The clam myocytes also showed an inward current, rapidly activated and inhibited by verapamil, identified as a long duration calcium current (L-type). Such a calcium current, classically observed in vertebrate cardiac tissue (Hagiwara et al. 1988) has been identified in other molluscs (Curtis et al. 1999; Yeoman et al. 1999; Ödblom et al. 2000; Pennec et al. 2004). L-type channel, in molluscs as in lower vertebrates, is thought to be the primary pathway for Ca2+ entry for the excitation-contraction mechanism (Ferrier et al. 2000; Bers and Perez-Reyes 1999, Ödblom et al. 2000).
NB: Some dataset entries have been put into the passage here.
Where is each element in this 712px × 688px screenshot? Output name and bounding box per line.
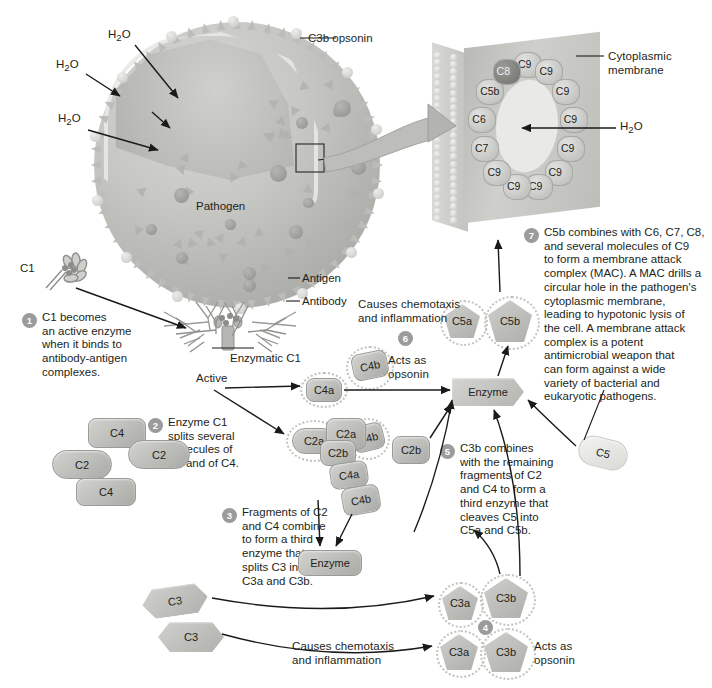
process-arrows [76, 45, 616, 653]
leader-lines [212, 38, 604, 440]
antibody-sprites [176, 306, 286, 352]
pathogen-zoom-connector [296, 104, 456, 172]
arrow-overlay [0, 0, 712, 688]
figure-canvas: Pathogen H2O H2O H2O C3b opsonin Antigen… [0, 0, 712, 688]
In some cells, when a strong hyperpolarization was applied to the membrane before the test pulse, another calcium inward current (T-type) was observed in the clam as in oyster (Pennec et al. 2004) and snail (Yeoman et al. 1999), but not in mussel (Curtis et al. 1999). We can hypothesize, as Pennec et al. (2004), Varro and Papp (1992), Yeoman et al. (1999), that this current can be involved in pacemaker function. The lack of transient calcium current and sodium current in most clam cardiac cells, despite of their spontaneous beatings when they are cultured, suggests that these channels are not essential in the automaticity of the cultured cells as reported by Curtis et al. (1999) in mussel without presuming the role of these currents in vivo. It was also reported that calcium released from the sarcoplasmic reticulum can be triggered by the T-type current, but this mechanism is less physiologically important in excitation–contraction coupling than the mechanism related to the L-type calcium channel (Bers and Perez-Reyes 1999). Moreover, the ventricular cells are supposed to lack the T-type calcium current (Bers and Perez-Reyes 1999) as most of the cultured cells are of ventricular origin, explaining why the transient calcium current was not frequently observed.
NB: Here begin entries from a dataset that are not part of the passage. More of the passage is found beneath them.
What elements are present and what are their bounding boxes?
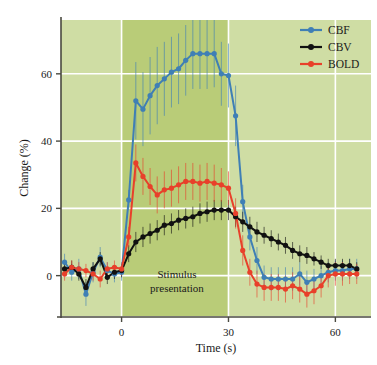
data-point-bold bbox=[90, 271, 95, 276]
x-tick-label: 30 bbox=[223, 326, 235, 338]
data-point-cbf bbox=[304, 280, 309, 285]
data-point-bold bbox=[283, 286, 288, 291]
x-tick-label: 0 bbox=[119, 326, 125, 338]
data-point-bold bbox=[326, 273, 331, 278]
data-point-cbv bbox=[219, 207, 224, 212]
data-point-bold bbox=[262, 285, 267, 290]
data-point-cbv bbox=[204, 209, 209, 214]
data-point-cbv bbox=[105, 275, 110, 280]
data-point-cbv bbox=[90, 266, 95, 271]
data-point-bold bbox=[105, 266, 110, 271]
data-point-cbf bbox=[297, 271, 302, 276]
data-point-cbv bbox=[112, 270, 117, 275]
data-point-bold bbox=[212, 181, 217, 186]
data-point-bold bbox=[311, 288, 316, 293]
data-point-cbf bbox=[62, 260, 67, 265]
data-point-cbf bbox=[190, 51, 195, 56]
legend-marker-cbf bbox=[308, 27, 314, 33]
data-point-cbv bbox=[212, 207, 217, 212]
data-point-cbv bbox=[62, 266, 67, 271]
data-point-cbv bbox=[290, 248, 295, 253]
data-point-cbv bbox=[254, 229, 259, 234]
data-point-cbf bbox=[155, 83, 160, 88]
data-point-cbf bbox=[212, 51, 217, 56]
legend-label-cbf: CBF bbox=[328, 24, 350, 36]
x-tick-label: 60 bbox=[330, 326, 342, 338]
data-point-cbv bbox=[226, 207, 231, 212]
legend-marker-cbv bbox=[308, 44, 314, 50]
data-point-cbv bbox=[162, 223, 167, 228]
data-point-bold bbox=[276, 285, 281, 290]
data-point-bold bbox=[162, 187, 167, 192]
data-point-bold bbox=[340, 271, 345, 276]
data-point-cbf bbox=[276, 276, 281, 281]
data-point-cbf bbox=[254, 258, 259, 263]
data-point-cbf bbox=[204, 51, 209, 56]
y-tick-label: 60 bbox=[41, 68, 53, 80]
data-point-bold bbox=[176, 182, 181, 187]
data-point-cbf bbox=[219, 71, 224, 76]
data-point-cbv bbox=[155, 228, 160, 233]
legend-label-cbv: CBV bbox=[328, 41, 352, 53]
data-point-bold bbox=[290, 283, 295, 288]
data-point-bold bbox=[347, 271, 352, 276]
data-point-cbv bbox=[283, 243, 288, 248]
data-point-bold bbox=[140, 174, 145, 179]
data-point-bold bbox=[233, 211, 238, 216]
data-point-cbv bbox=[190, 214, 195, 219]
data-point-cbv bbox=[347, 263, 352, 268]
data-point-cbv bbox=[83, 285, 88, 290]
data-point-cbv bbox=[247, 224, 252, 229]
data-point-cbf bbox=[126, 197, 131, 202]
data-point-bold bbox=[183, 179, 188, 184]
data-point-cbv bbox=[183, 216, 188, 221]
data-point-bold bbox=[333, 271, 338, 276]
data-point-cbv bbox=[262, 233, 267, 238]
data-point-cbf bbox=[197, 51, 202, 56]
data-point-bold bbox=[83, 268, 88, 273]
figure-container: 020406003060 Change (%) Time (s) Stimulu… bbox=[0, 0, 377, 365]
data-point-bold bbox=[297, 286, 302, 291]
data-point-bold bbox=[240, 248, 245, 253]
data-point-cbv bbox=[133, 239, 138, 244]
data-point-cbf bbox=[83, 292, 88, 297]
data-point-cbf bbox=[247, 234, 252, 239]
data-point-bold bbox=[219, 182, 224, 187]
data-point-cbf bbox=[262, 275, 267, 280]
data-point-cbv bbox=[297, 251, 302, 256]
stimulus-annotation-line2: presentation bbox=[150, 282, 204, 294]
data-point-bold bbox=[319, 283, 324, 288]
data-point-cbf bbox=[176, 66, 181, 71]
data-point-cbv bbox=[176, 218, 181, 223]
data-point-cbf bbox=[283, 276, 288, 281]
data-point-bold bbox=[133, 160, 138, 165]
data-point-cbf bbox=[147, 93, 152, 98]
line-chart: 020406003060 Change (%) Time (s) Stimulu… bbox=[0, 0, 377, 365]
y-tick-label: 20 bbox=[41, 202, 53, 214]
data-point-cbf bbox=[162, 76, 167, 81]
data-point-bold bbox=[126, 234, 131, 239]
data-point-bold bbox=[169, 186, 174, 191]
data-point-bold bbox=[112, 265, 117, 270]
data-point-bold bbox=[254, 281, 259, 286]
data-point-bold bbox=[226, 186, 231, 191]
data-point-cbf bbox=[226, 73, 231, 78]
data-point-cbf bbox=[269, 276, 274, 281]
legend-marker-bold bbox=[308, 61, 314, 67]
data-point-bold bbox=[247, 270, 252, 275]
data-point-cbf bbox=[133, 98, 138, 103]
data-point-bold bbox=[197, 181, 202, 186]
data-point-bold bbox=[269, 285, 274, 290]
data-point-cbv bbox=[304, 253, 309, 258]
data-point-bold bbox=[304, 292, 309, 297]
y-tick-label: 40 bbox=[41, 135, 53, 147]
data-point-cbv bbox=[240, 219, 245, 224]
data-point-cbv bbox=[197, 211, 202, 216]
data-point-cbv bbox=[340, 263, 345, 268]
data-point-cbf bbox=[69, 270, 74, 275]
data-point-bold bbox=[354, 271, 359, 276]
data-point-cbv bbox=[76, 271, 81, 276]
data-point-cbv bbox=[354, 266, 359, 271]
data-point-cbf bbox=[240, 199, 245, 204]
stimulus-annotation-line1: Stimulus bbox=[157, 268, 196, 280]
A sodium current was only found in few clam cells as evidenced in cardiac tissue of other molluscs (Pennec et al. 2004; Curtis et al. 1999; Ödblom et al. 2000). Varro and Papp (1992) showed that this current is responsible not only for the fast depolarization, but, in part also, for the maintenance of the plateau phase of the action potential. In the clam, the small size of this current in vitro can be explained by the fact that the fast sodium current like the T-type calcium current is not essential to the triggering of automaticity. Moreover it should be mostly inactivated at the normal resting potential. Thus, in clam cultured heart cells the action potential appears to be mostly based on the inflow of calcium ions, rather than sodium ions as suggested elsewere (Curtis et al. 1999).
DNA synthesis in few clam heart cells in culture was proven by BrdU uptake. Some of these cells could be identified as cardiomyocytes due to their double positive staining BrdU-troponin. BrdU incorporation was also demonstrated in cultured heart cells of scallop (Le Marrec-Croq et al. 1999) and oyster (Droguet 2006). In vitro mitoses were also observed under inverted microscope in cardiac tissue from surf clam (Cecil 1969) and hard clam (Wen et al. 1993a; Chen and Wen 1999). We can hypothesize that there were few unipotent stem cells in the population of adherent cardiac cells.
To summarize, the present work shows that clam heart cells can be maintained functional in primary culture for up to 1 month. The characterization of cardiomyocyte physiological properties was a prerequisite before using such cells in culture as tools for toxicological studies as illustrated by results obtained after clam heart cell exposure to two major marine pollutants. This work showed that primary cultures of clam heart cell can be used as experimental models in marine toxicology and the interest of patch clamp technique as a sensitive analytical method.